What to do: Understand the labelling requirements early. If extensive manual labelling is needed, factor that into timelines and budgets. Consider approaches that require less labelling (transfer learning, few-shot learning) if labelling costs are prohibitive.

5. Do You Have Ongoing Data Processes?

AI isn’t a one-time project. Models need continuous data to remain accurate. Data quality needs ongoing maintenance. New data sources need integration.

Many organisations treat AI projects like software deployments – build it once and maintain it lightly. This leads to model decay, where AI performance degrades over time as the underlying data patterns shift.

Questions to answer:

  • Who maintains data quality after initial cleanup?
  • How will new data flow into AI systems?
  • What happens when source systems change?
  • Who monitors AI data inputs for drift and anomalies?
  • What’s the budget for ongoing data operations?

What to do: Budget for data operations as part of the AI operating cost. Plan for ongoing quality monitoring, integration maintenance, and periodic refreshes. This isn’t optional – it’s what keeps AI systems working.

The Data Readiness Spectrum

Based on these five questions, you can assess where you fall:

Not ready: Data is fragmented, quality is unknown, access is manual, no labels exist, and no ongoing processes are established. AI projects will fail.

Partially ready: Some data is consolidated, quality is understood but not addressed, programmatic access exists for core systems. AI projects can succeed with significant data work.

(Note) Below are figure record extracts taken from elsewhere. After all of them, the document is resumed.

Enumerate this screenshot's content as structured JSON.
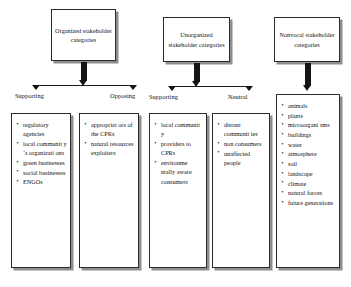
{
  "diagram": {
    "groups": [
      {
        "id": "organized",
        "header": "Organized stakeholder categories",
        "branches": [
          {
            "label": "Supporting",
            "items": [
              "regulatory agencies",
              "local communit y´s organizati ons",
              "green businesses",
              "social businesses",
              "ENGOs"
            ]
          },
          {
            "label": "Opposing",
            "items": [
              "appropriat ors of the CPRs",
              "natural resources exploiters"
            ]
          }
        ]
      },
      {
        "id": "unorganized",
        "header": "Unorganized stakeholder categories",
        "branches": [
          {
            "label": "Supporting",
            "items": [
              "local communit y",
              "providers to CPRs",
              "environme ntally aware consumers"
            ]
          },
          {
            "label": "Neutral",
            "items": [
              "distant communit ies",
              "non consumers",
              "unaffected people"
            ]
          }
        ]
      },
      {
        "id": "nonvocal",
        "header": "Nonvocal stakeholder categories",
        "branches": [
          {
            "label": "",
            "items": [
              "animals",
              "plants",
              "microorgani sms",
              "buildings",
              "water",
              "atmosphere",
              "soil",
              "landscape",
              "climate",
              "natural forces",
              "future generations"
            ]
          }
        ]
      }
    ],
    "colors": {
      "box_border": "#2b2b2b",
      "box_shadow": "#8e8e8e",
      "arrow": "#141414",
      "text": "#111111",
      "background": "#ffffff"
    }
  }
}
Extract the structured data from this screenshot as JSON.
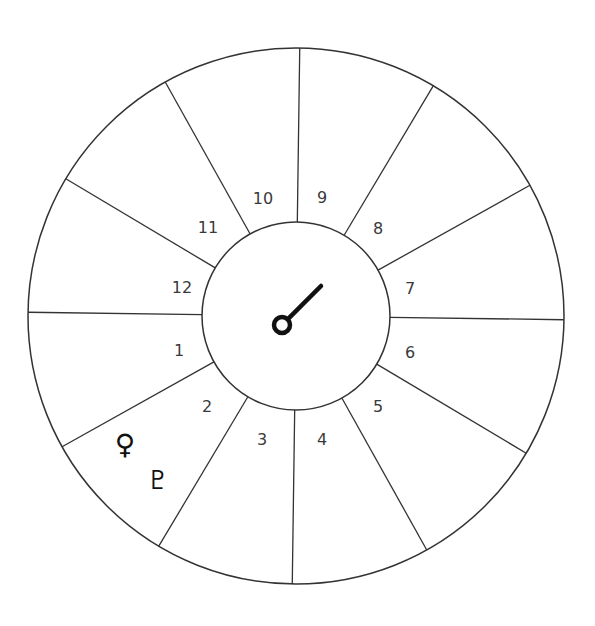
{
  "chart": {
    "center": [
      296,
      316
    ],
    "outer_radius": 268,
    "inner_radius": 94,
    "rotation_deg": 0.8,
    "line_color": "#333333",
    "house_count": 12
  },
  "houses": [
    {
      "number": "1",
      "x": 179,
      "y": 351
    },
    {
      "number": "2",
      "x": 207,
      "y": 407
    },
    {
      "number": "3",
      "x": 262,
      "y": 440
    },
    {
      "number": "4",
      "x": 322,
      "y": 440
    },
    {
      "number": "5",
      "x": 378,
      "y": 407
    },
    {
      "number": "6",
      "x": 410,
      "y": 353
    },
    {
      "number": "7",
      "x": 410,
      "y": 289
    },
    {
      "number": "8",
      "x": 378,
      "y": 229
    },
    {
      "number": "9",
      "x": 322,
      "y": 198
    },
    {
      "number": "10",
      "x": 263,
      "y": 199
    },
    {
      "number": "11",
      "x": 208,
      "y": 228
    },
    {
      "number": "12",
      "x": 182,
      "y": 288
    }
  ],
  "planets": [
    {
      "name": "Venus",
      "glyph": "♀",
      "x": 125,
      "y": 445,
      "size": 28
    },
    {
      "name": "Pluto",
      "glyph": "♇",
      "x": 158,
      "y": 480,
      "size": 26
    }
  ],
  "center_symbol": {
    "name": "Mars-like pointer",
    "ring_center": [
      282,
      325
    ],
    "ring_radius": 8,
    "line_end": [
      321,
      286
    ],
    "stroke_width": 4.5
  }
}
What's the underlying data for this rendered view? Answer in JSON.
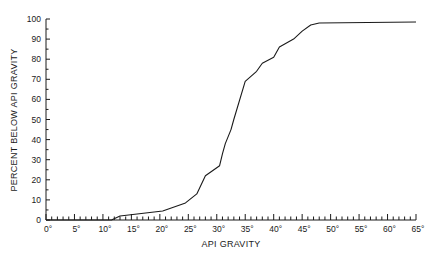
{
  "chart_data": {
    "type": "line",
    "title": "",
    "xlabel": "API GRAVITY",
    "ylabel": "PERCENT BELOW API GRAVITY",
    "xlim": [
      0,
      65
    ],
    "ylim": [
      0,
      100
    ],
    "grid": false,
    "legend": null,
    "x_ticks": [
      0,
      5,
      10,
      15,
      20,
      25,
      30,
      35,
      40,
      45,
      50,
      55,
      60,
      65
    ],
    "x_tick_labels": [
      "0°",
      "5°",
      "10°",
      "15°",
      "20°",
      "25°",
      "30°",
      "35°",
      "40°",
      "45°",
      "50°",
      "55°",
      "60°",
      "65°"
    ],
    "x_minor_step": 1,
    "y_ticks": [
      0,
      10,
      20,
      30,
      40,
      50,
      60,
      70,
      80,
      90,
      100
    ],
    "y_tick_labels": [
      "0",
      "10",
      "20",
      "30",
      "40",
      "50",
      "60",
      "70",
      "80",
      "90",
      "100"
    ],
    "y_minor_step": 5,
    "series": [
      {
        "name": "Cumulative percent below API gravity",
        "color": "#1a1a1a",
        "x": [
          0,
          10,
          11.5,
          13,
          20.5,
          24.5,
          26.5,
          28,
          30.5,
          31,
          31.5,
          32.5,
          33,
          35,
          37,
          38,
          40,
          41,
          43.5,
          45,
          46.5,
          48,
          65
        ],
        "y": [
          0,
          0,
          0,
          2,
          4.5,
          8.5,
          13,
          22,
          27,
          33,
          38,
          45,
          50,
          69,
          74,
          78,
          81,
          86,
          90,
          94,
          97,
          98,
          98.5
        ]
      }
    ]
  }
}
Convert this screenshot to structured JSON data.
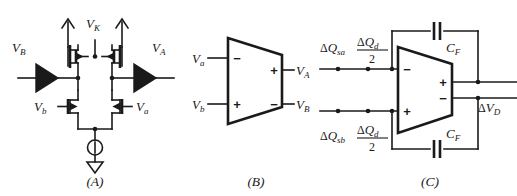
{
  "figure": {
    "background_color": "#ffffff",
    "line_color": "#1a1a1a"
  },
  "captions": {
    "a": "(A)",
    "b": "(B)",
    "c": "(C)"
  },
  "panel_a": {
    "name": "transistor-level-differential-amplifier",
    "labels": {
      "vk": "V",
      "vk_sub": "K",
      "vb_in": "V",
      "vb_in_sub": "B",
      "va_out": "V",
      "va_out_sub": "A",
      "vb_gate": "V",
      "vb_gate_sub": "b",
      "va_gate": "V",
      "va_gate_sub": "a"
    },
    "components": {
      "pmos_left": "pmos-transistor-left",
      "pmos_right": "pmos-transistor-right",
      "nmos_left": "nmos-transistor-left",
      "nmos_right": "nmos-transistor-right",
      "buffer_left": "buffer-triangle-left",
      "buffer_right": "buffer-triangle-right",
      "current_source": "current-source",
      "ground": "ground-symbol"
    }
  },
  "panel_b": {
    "name": "differential-amplifier-symbol",
    "inputs": [
      {
        "label": "V",
        "sub": "a",
        "sign": "−"
      },
      {
        "label": "V",
        "sub": "b",
        "sign": "+"
      }
    ],
    "outputs": [
      {
        "label": "V",
        "sub": "A",
        "sign": "+"
      },
      {
        "label": "V",
        "sub": "B",
        "sign": "−"
      }
    ]
  },
  "panel_c": {
    "name": "charge-amplifier-with-feedback-capacitors",
    "input_labels": {
      "top_source": {
        "delta": "Δ",
        "q": "Q",
        "sub": "sa"
      },
      "top_frac_num": {
        "delta": "Δ",
        "q": "Q",
        "sub": "d"
      },
      "top_frac_den": "2",
      "bottom_source": {
        "delta": "Δ",
        "q": "Q",
        "sub": "sb"
      },
      "bottom_frac_num": {
        "delta": "Δ",
        "q": "Q",
        "sub": "d"
      },
      "bottom_frac_den": "2"
    },
    "feedback": {
      "top_cap_label": "C",
      "top_cap_sub": "F",
      "bottom_cap_label": "C",
      "bottom_cap_sub": "F"
    },
    "amp_signs": {
      "in_top": "−",
      "in_bottom": "+",
      "out_top": "+",
      "out_bottom": "−"
    },
    "output_label": {
      "delta": "Δ",
      "v": "V",
      "sub": "D"
    }
  }
}
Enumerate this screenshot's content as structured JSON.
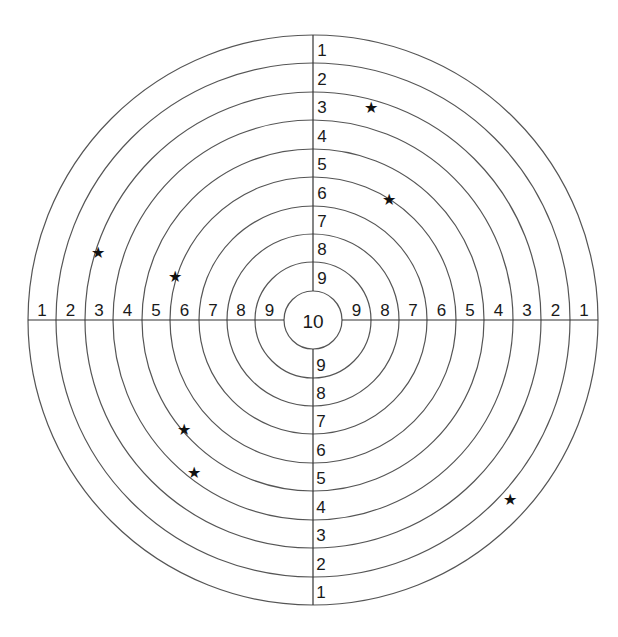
{
  "target": {
    "center": {
      "x": 313,
      "y": 320
    },
    "ring_radii": [
      285,
      257,
      228,
      200,
      171,
      143,
      114,
      86,
      58,
      29
    ],
    "stroke_color": "#555555",
    "center_label": "10",
    "top_labels": [
      "1",
      "2",
      "3",
      "4",
      "5",
      "6",
      "7",
      "8",
      "9"
    ],
    "bottom_labels": [
      "9",
      "8",
      "7",
      "6",
      "5",
      "4",
      "3",
      "2",
      "1"
    ],
    "left_labels": [
      "1",
      "2",
      "3",
      "4",
      "5",
      "6",
      "7",
      "8",
      "9"
    ],
    "right_labels": [
      "9",
      "8",
      "7",
      "6",
      "5",
      "4",
      "3",
      "2",
      "1"
    ]
  },
  "hits": [
    {
      "x": 371,
      "y": 108,
      "icon": "star-icon",
      "glyph": "★"
    },
    {
      "x": 389,
      "y": 200,
      "icon": "star-icon",
      "glyph": "★"
    },
    {
      "x": 98,
      "y": 253,
      "icon": "star-icon",
      "glyph": "★"
    },
    {
      "x": 175,
      "y": 277,
      "icon": "star-icon",
      "glyph": "★"
    },
    {
      "x": 184,
      "y": 430,
      "icon": "star-icon",
      "glyph": "★"
    },
    {
      "x": 194,
      "y": 473,
      "icon": "star-icon",
      "glyph": "★"
    },
    {
      "x": 510,
      "y": 500,
      "icon": "star-icon",
      "glyph": "★"
    }
  ]
}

Ready: Data is consolidated, quality is managed, APIs are available, labels exist or can be generated, and data operations are established. AI projects can focus on AI rather than data.

Most enterprises fall in the “partially ready” category. That’s fine – it just means the AI project needs to include data work, with realistic timelines and budgets.

The Uncomfortable Truth

The data work isn’t glamorous. It doesn’t generate impressive demos or exciting announcements. But it’s where AI projects actually succeed or fail.

I’ve seen organisations spend six months selecting AI platforms and two weeks on data readiness. That ratio should be inverted.

Get your data house in order before you start decorating with AI. Otherwise, you’re building on a foundation that can’t support what you’re trying to construct.

The AI is the easy part. The data is where the work is.